3
votes

I am trying to print out this table with xtable(), which is reproduced below:

                   X            B.1            B.2            B.3
1        (Intercept) -1.669 (0.093) -1.701 (0.094) -1.774 (0.121)
2          SEXFemale  -0.46 (0.023)  -0.386 (0.04)  -0.274 (0.17)
3    SEXFemale:BLACK                                0.132 (0.163)
4    SEXFemale:ASIAN                               -0.063 (0.089)
5 SEXFemale:HISPANIC                               -0.128 (0.074)

But I would like to override the way the first column is printed. Is it possible to include latex commands in xtable() or some other function to do this? Specifically, I would like the first column to be :

    X
Male: Female
Female X Black
       X Asian
       X Hispanic

i.e. I would like to write a \phantom{} switch into the column so that the spacing comes out right.

2
You should ask this on tex.stackexchange.com insteadGiel
This is possible with print.xtable(..., print.results = FALSE) and then using regular expressions to find the second column and inserting your \phantom{} call. I gotta run now, but I may post a solution later.Roman Luštrik
Would appreciate that, Roman.

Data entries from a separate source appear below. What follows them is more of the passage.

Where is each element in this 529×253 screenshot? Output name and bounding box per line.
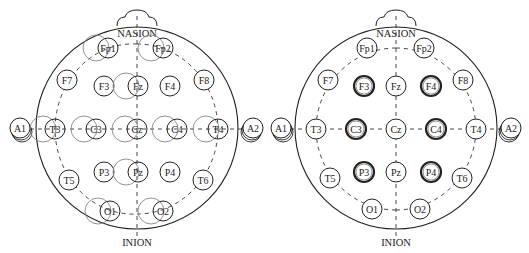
electrode-f7: F7	[57, 70, 77, 90]
electrode-p4: P4	[160, 162, 180, 182]
electrode-t6: T6	[193, 170, 213, 190]
electrode-f3: F3	[354, 76, 374, 96]
electrode-a1: A1	[271, 118, 293, 142]
electrode-label: F8	[458, 75, 469, 86]
inion-label: INION	[381, 237, 411, 248]
electrode-fp1: Fp1	[357, 38, 377, 58]
electrode-label: Fp2	[155, 43, 171, 54]
electrode-f4: F4	[160, 76, 180, 96]
electrode-label: F3	[359, 81, 370, 92]
electrode-f7: F7	[318, 70, 338, 90]
electrode-label: C3	[350, 124, 362, 135]
electrode-label: O2	[157, 206, 169, 217]
electrode-label: F7	[62, 75, 73, 86]
electrode-label: F7	[323, 75, 334, 86]
electrode-label: Cz	[390, 124, 402, 135]
electrode-o2: O2	[138, 198, 173, 224]
electrode-label: A1	[275, 123, 287, 134]
electrode-label: F4	[165, 81, 176, 92]
electrode-label: C4	[171, 124, 183, 135]
electrode-label: Fz	[133, 81, 144, 92]
electrode-fp2: Fp2	[414, 38, 434, 58]
electrode-label: C4	[430, 124, 442, 135]
electrode-label: F3	[99, 81, 110, 92]
electrode-t6: T6	[452, 168, 472, 188]
electrode-cz: Cz	[386, 119, 406, 139]
electrode-label: O2	[414, 204, 426, 215]
electrode-label: T6	[456, 173, 467, 184]
electrode-label: T4	[212, 124, 223, 135]
electrode-label: T3	[310, 124, 321, 135]
electrode-label: F4	[426, 81, 437, 92]
electrode-label: Fp1	[359, 43, 375, 54]
electrode-a1: A1	[10, 118, 32, 142]
electrode-label: P4	[165, 167, 176, 178]
inion-label: INION	[122, 237, 152, 248]
nasion-label: NASION	[117, 28, 157, 39]
electrode-label: O1	[104, 206, 116, 217]
electrode-t5: T5	[320, 168, 340, 188]
electrode-p3: P3	[94, 162, 114, 182]
electrodes-left: Fp1Fp2F7F3FzF4F8A1T3C3CzC4T4A2T5P3PzP4T6…	[10, 35, 263, 224]
eeg-10-20-diagram: NASION INION Fp1Fp2F7F3FzF4F8A1T3C3CzC4T…	[0, 0, 529, 253]
electrode-fp1: Fp1	[83, 35, 118, 61]
electrode-label: P4	[426, 167, 437, 178]
electrode-label: A1	[14, 123, 26, 134]
electrode-a2: A2	[499, 118, 521, 142]
electrode-t5: T5	[59, 170, 79, 190]
electrode-label: C3	[90, 124, 102, 135]
electrode-p4: P4	[421, 162, 441, 182]
electrode-f8: F8	[453, 70, 473, 90]
electrode-c3: C3	[346, 119, 366, 139]
electrode-label: T4	[470, 124, 481, 135]
electrode-pz: Pz	[386, 162, 406, 182]
electrode-label: Fp1	[100, 43, 116, 54]
electrode-label: O1	[366, 204, 378, 215]
electrode-label: A2	[505, 123, 517, 134]
electrode-label: Cz	[131, 124, 143, 135]
electrode-label: P3	[359, 167, 370, 178]
electrode-label: A2	[247, 123, 259, 134]
electrode-f4: F4	[421, 76, 441, 96]
electrode-label: T3	[49, 124, 60, 135]
electrode-label: T6	[197, 175, 208, 186]
electrode-o1: O1	[85, 198, 120, 224]
electrode-o1: O1	[362, 199, 382, 219]
electrode-label: Pz	[391, 167, 402, 178]
electrode-a2: A2	[241, 118, 263, 142]
nasion-label: NASION	[376, 28, 416, 39]
electrode-t4: T4	[466, 119, 486, 139]
electrode-fz: Fz	[386, 76, 406, 96]
electrode-f3: F3	[94, 76, 114, 96]
electrode-label: Fp2	[416, 43, 432, 54]
electrode-o2: O2	[410, 199, 430, 219]
electrode-c4: C4	[426, 119, 446, 139]
electrode-pz: Pz	[113, 159, 148, 185]
electrode-f8: F8	[194, 70, 214, 90]
electrode-p3: P3	[354, 162, 374, 182]
electrode-label: Pz	[133, 167, 144, 178]
head-left: NASION INION Fp1Fp2F7F3FzF4F8A1T3C3CzC4T…	[10, 10, 263, 248]
electrode-label: Fz	[391, 81, 402, 92]
electrode-label: P3	[99, 167, 110, 178]
electrode-label: T5	[324, 173, 335, 184]
head-right: NASION INION Fp1Fp2F7F3FzF4F8A1T3C3CzC4T…	[271, 10, 521, 248]
electrode-label: T5	[63, 175, 74, 186]
electrode-t3: T3	[306, 119, 326, 139]
electrode-label: F8	[199, 75, 210, 86]
electrode-fz: Fz	[113, 73, 148, 99]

Thanks in advance.user702432
Perhaps you could split the X column into two columns and use ftable for producing a table and memisc::toLatex to create Latex output for it?ROLO

2 Answers

2
votes

You can use a regular expression to insert the \phantom{} into your table before calling xtable():

Recreate your data:

x <- structure(list(X = structure(c(1L, 2L, 4L, 3L, 5L), .Label = c("(Intercept)", 
                                                                    "SEXFemale", "SEXFemale:ASIAN", "SEXFemale:BLACK", "SEXFemale:HISPANIC"
), class = "factor"), B.1 = structure(c(3L, 2L, 1L, 1L, 1L), .Label = c("", 
                                                                        "-0.46 (0.023)", "-1.669 (0.093)"), class = "factor"), B.2 = structure(c(3L, 
                                                                                                                                                 2L, 1L, 1L, 1L), .Label = c("", "-0.386 (0.04)", "-1.701 (0.094)"
                                                                                                                                                 ), class = "factor"), B.3 = structure(c(4L, 3L, 5L, 1L, 2L), .Label = c("-0.063 (0.089)", 
                                                                                                                                                                                                                         "-0.128 (0.074)", "-0.274 (0.17)", "-1.774 (0.121)", "0.132 (0.163)"
                                                                                                                                                 ), class = "factor")), .Names = c("X", "B.1", "B.2", "B.3"), class = "data.frame", row.names = c(NA, 
                                                                                                                                                                                                                                                  -5L))

The regex:

x$X <- gsub("SEXFemale:", "\\\\phantom{Female} X ", x$X)
x$X <- gsub("SEXFemale", "Female", x$X)


library(xtable)
xx <- print(xtable(x), print.results = FALSE, include.rownames = FALSE,
        sanitize.text.function=function(x)x)
cat(xx)

The resulting text:

% latex table generated in R 2.15.0 by xtable 1.7-0 package
% Thu Jul 26 17:10:05 2012
\begin{table}[ht]
\begin{center}
\begin{tabular}{llll}
  \hline
X & B.1 & B.2 & B.3 \\ 
  \hline
(Intercept) & -1.669 (0.093) & -1.701 (0.094) & -1.774 (0.121) \\ 
  Female & -0.46 (0.023) & -0.386 (0.04) & -0.274 (0.17) \\ 
  \phantom{Female} X BLACK &  &  & 0.132 (0.163) \\ 
  \phantom{Female} X ASIAN &  &  & -0.063 (0.089) \\ 
  \phantom{Female} X HISPANIC &  &  & -0.128 (0.074) \\ 
   \hline
\end{tabular}
\end{center}
\end{table}

And the final output:

enter image description here

0
votes

Ok here's one way of doing this.

# dummy example to get ANOVA table
ctl <- c(4.17,5.58,5.18,6.11,4.50,4.61,5.17,4.53,5.33,5.14)
trt <- c(4.81,4.17,4.41,3.59,5.87,3.83,6.03,4.89,4.32,4.69)
group <- gl(2,10,20, labels=c("Ctl","Trt"))
weight <- c(ctl, trt)
lm.D9 <- lm(weight ~ group)

# print xtable into a character
x <- print(xtable(lm.D9), print.results = FALSE)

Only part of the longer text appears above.